I spent the day quietly fuming, but resigned to my fate. After all, I do not have NPR voice, whereas Stefan has a British accent and an established reputation. All I have to show for myself is a measly book prize from the Modern Language Association. Nobody ever wants to hear from the humanities, anyway, including people who say that the humanities are really, really important.
Then I get a text from a colleague who is listening to the story. It starts with “O god,” and informs me that not only are there no quotes from me in the story, as I already know, but that the book is now attributed exclusively to Stefan. My friend has already written to NPR in protest. He thinks I should ask for a retraction.

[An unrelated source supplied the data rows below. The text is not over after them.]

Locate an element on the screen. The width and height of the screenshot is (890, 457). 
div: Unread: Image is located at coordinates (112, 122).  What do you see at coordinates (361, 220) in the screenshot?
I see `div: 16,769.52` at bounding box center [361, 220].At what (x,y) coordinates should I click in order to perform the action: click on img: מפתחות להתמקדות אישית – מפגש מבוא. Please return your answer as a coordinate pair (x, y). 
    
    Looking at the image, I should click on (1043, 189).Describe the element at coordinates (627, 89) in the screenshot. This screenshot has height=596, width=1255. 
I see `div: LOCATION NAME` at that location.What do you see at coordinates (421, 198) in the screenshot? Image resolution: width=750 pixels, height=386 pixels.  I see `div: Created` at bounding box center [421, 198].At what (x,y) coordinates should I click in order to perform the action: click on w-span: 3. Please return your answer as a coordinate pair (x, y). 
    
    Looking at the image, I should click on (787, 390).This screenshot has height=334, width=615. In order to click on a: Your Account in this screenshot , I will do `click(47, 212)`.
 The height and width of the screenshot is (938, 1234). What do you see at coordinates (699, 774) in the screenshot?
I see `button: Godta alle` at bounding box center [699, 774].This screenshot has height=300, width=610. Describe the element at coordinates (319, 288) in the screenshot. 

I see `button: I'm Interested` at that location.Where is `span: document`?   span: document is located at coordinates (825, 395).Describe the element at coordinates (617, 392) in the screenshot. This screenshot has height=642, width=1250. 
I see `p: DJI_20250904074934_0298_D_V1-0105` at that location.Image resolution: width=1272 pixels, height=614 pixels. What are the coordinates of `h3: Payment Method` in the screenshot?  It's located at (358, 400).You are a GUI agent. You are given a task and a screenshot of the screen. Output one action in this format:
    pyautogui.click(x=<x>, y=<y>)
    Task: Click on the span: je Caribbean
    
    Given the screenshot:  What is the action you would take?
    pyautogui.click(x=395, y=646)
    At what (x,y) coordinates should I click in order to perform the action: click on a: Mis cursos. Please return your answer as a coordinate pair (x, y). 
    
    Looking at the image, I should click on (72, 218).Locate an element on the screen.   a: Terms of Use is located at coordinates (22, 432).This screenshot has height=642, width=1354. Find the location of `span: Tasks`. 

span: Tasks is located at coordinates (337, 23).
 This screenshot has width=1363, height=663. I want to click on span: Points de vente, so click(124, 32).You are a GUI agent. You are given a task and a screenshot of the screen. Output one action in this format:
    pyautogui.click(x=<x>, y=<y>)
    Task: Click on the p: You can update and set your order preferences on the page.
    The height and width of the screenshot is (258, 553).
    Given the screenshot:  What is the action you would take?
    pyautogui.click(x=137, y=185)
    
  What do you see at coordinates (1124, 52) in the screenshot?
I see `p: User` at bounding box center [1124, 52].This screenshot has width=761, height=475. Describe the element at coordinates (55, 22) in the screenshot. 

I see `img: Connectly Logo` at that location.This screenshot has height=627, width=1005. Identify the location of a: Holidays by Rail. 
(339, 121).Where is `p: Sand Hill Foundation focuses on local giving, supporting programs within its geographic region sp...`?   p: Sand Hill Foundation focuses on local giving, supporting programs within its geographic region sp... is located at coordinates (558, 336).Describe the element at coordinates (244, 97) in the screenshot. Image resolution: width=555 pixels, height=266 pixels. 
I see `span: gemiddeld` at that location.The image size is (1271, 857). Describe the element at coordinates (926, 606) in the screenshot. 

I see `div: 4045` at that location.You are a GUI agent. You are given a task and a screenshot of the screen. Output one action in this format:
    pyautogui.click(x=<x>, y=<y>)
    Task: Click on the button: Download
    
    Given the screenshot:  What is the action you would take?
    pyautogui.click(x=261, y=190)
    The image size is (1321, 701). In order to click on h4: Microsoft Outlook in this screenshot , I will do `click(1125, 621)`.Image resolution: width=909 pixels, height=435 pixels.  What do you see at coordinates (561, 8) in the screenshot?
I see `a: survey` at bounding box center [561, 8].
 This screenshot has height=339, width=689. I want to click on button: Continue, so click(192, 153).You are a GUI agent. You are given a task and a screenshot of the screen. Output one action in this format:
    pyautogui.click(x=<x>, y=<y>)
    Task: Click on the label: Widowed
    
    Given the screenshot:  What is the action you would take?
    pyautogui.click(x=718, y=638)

That cannot be, I think; surely he misheard. Kelto talked to me for half an hour. He has the book. My name is on the cover. Because I wrote half of it…So I go online and find the segment, and there it is: “Stefan Szymanski is the author of a new book, ‘It’s Football, Not Soccer….’”
I listen to the segment in mounting disbelief. It turns out that Kelto wasn’t satisfied to air just one voice on this segment. One guy with a British accent won’t do. Whom else could he possibly ask to comment, to make this an appropriately diverse NPR segment? Yes, he finds another guy with a British accent, who repeats what the first guy with the British accent said.
But there wasn’t room for the other author.
I share this new development with what is by now my Facebook support group. Pretty much all of them write books, so they all understand what it means to hear on NPR about a book you have written but has now been written without you. A bunch of them write to NPR, including the formidably kind (and kindly formidable) Rebecca Solnit of Men Explain Things to Me fame, who knows a thing or two about how this stuff works. One of them demands that Kelto be suspended, but I think he should simply be sentenced to reporting only on women’s work for a year…
Oh, I think for the rest of his career, don’t you?
Definitely the rest of his career.
Oh, but women can’t talk about sports, dontchaknow?
tigger, I think you mean to say, “Oh, but women can’t talk about anything, dontchaknow?”
I am a botanist and environmental scientist, and when my associate dean asked a question about botany and environmental science, the white male millennial biology teacher who has mansplained things to me ever since he arrived a year ago? Jumped in and answered before I could say a word.
Women talking? Nope. Women answering questions? Nope. Women? Nope.
Doncha just hate it when a group effort of yours ‘just comes together’ in a manner that completely elides other people’s authorship? If only there was something that could be done to prevent this! Ah well, until then our hands are tied.